Fresh Saudi-led coalition airstrikes pound Yemen's Hodeida province: UN

Fresh Saudi-led coalition airstrikes pound Yemen's Hodeida province: UN
The UN said air raids have struck Yemen's Red Sea province of Hodeida for three days, damaging a water plant and placing civilians at 'extreme risk'.

3 min read
30 July, 2018
The air raids placed civilians at "extreme risk”, the UN warned [Getty]

Saudi-led coalition air raids struck Yemen's Red Sea province of Hodeida for three days, damaging a water plant and placing civilians at "extreme risk", the United Nations said on Sunday.

"On 26, 27 and 28 July, airstrikes occurred near a reproductive health centre and public laboratory in Hodeida and hit and damaged a sanitation facility in Zabid and a water station, which supplies the majority of the water to Hodeida City," the office of the UN humanitarian coordinator for Yemen said in a statement.  

"These airstrikes are putting innocent civilians at extreme risk," the statement said. 

The UN office said that "damage to sanitation, water and health facilities jeopardises everything we are trying to do" and warned "we could be one airstrike away from an unstoppable epidemic".

The strikes comes less than one month after the UAE, part of a Saudi-led coalition backing the Yemeni government, said it had suspended an offensive to take the port city to give UN mediation efforts a chance.  

Meanwhile, fighting between Yemeni pro-government forces and Houthi rebels along the country's west coast has left dozens dead in recent days, officials and witnesses reported on Sunday.

Casualties were inflicted on both sides, the sources said, as part of the ongoing battle for control of the rebel-held district of Zabid in the port province of Hodeida.

The Red Sea port has been controlled by Houthi rebels since 2014, when they drove the government out of the capital Sanaa and much of the country.

Earlier this year, the coalition imposed a near-total blockade on the port alleging it was being used as a conduit for arms smuggling to the rebels by its regional arch rival Iran.

The UN envoy to Yemen has reportedly been pushing for a deal to end the violence in which the rebels cede control of the port to a UN-supervised committee. 

The UAE has rejected the Houthi's offer, demanding an unconditional withdrawal from the port and city. 

Yemeni military sources contacted by AFP confirmed that air raids had resumed after the coalition said a Saudi oil tanker in the Red Sea was attacked on Wednesday. 

On 13 June, Saudi Arabia and its allies in a pro-government coalition launched a major offensive to retake Hodeida, through which 70 percent of Yemen's food imports flow. 

The fighting around Hodeida has raised UN fears of a new humanitarian catastrophe in a country already standing at the brink of famine and gripped by a deadly cholera epidemic. 

Water and sewerage pipes have been damaged in shelling and bombing, making the city the ideal setting for a fresh outbreak of cholera, Save the Children warned earlier this week.

"Cholera could spread like wildfire in Yemen, potentially infecting thousands of children and completely overwhelming an already crippled health system," said Save the Children International's CEO Helle Thorning-Schmidt, who recently returned from Yemen.

"Many hospitals have been reduced to rubble, and those that are still standing are barely functioning.
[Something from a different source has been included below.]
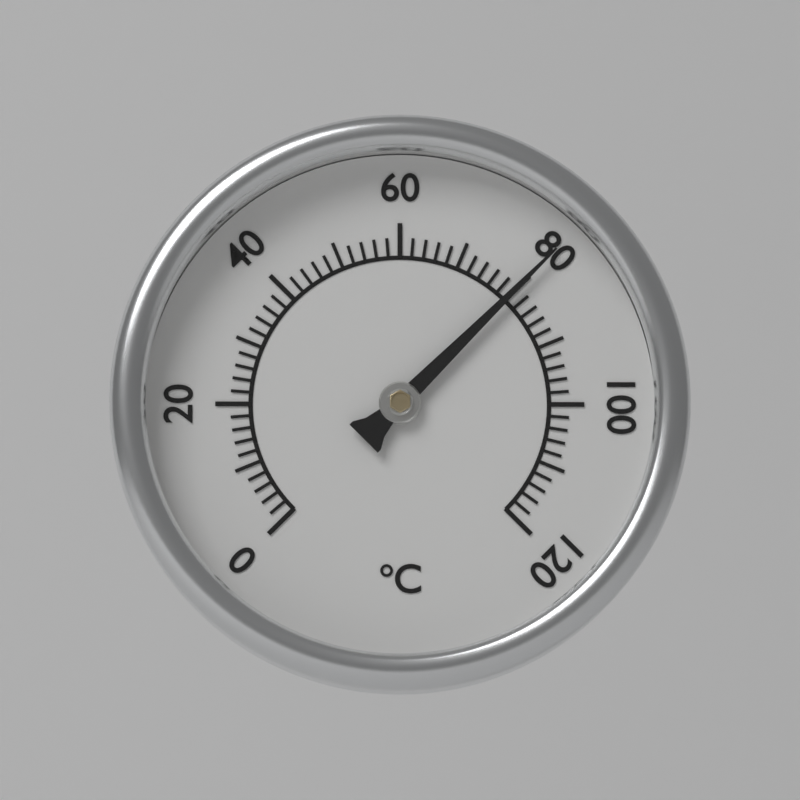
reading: 80 °C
Doctors have not been paid, pharmacies are understocked, and power cuts happen constantly."

"Food and aid have been used as weapons of war and children are paying the price. They are severely malnourished and don't have access to basic supplies like food, clean drinking water and medicine," she added. 

"This leaves them extremely vulnerable to diseases like cholera, which many are too weak to fight off. If people are forced to flee fighting on top of this, many children just won't stand a chance."

More than 10,000 people have been killed since the Saudi-led coalition intervened on behalf of the internationally-recognised government of Yemen in March 2015.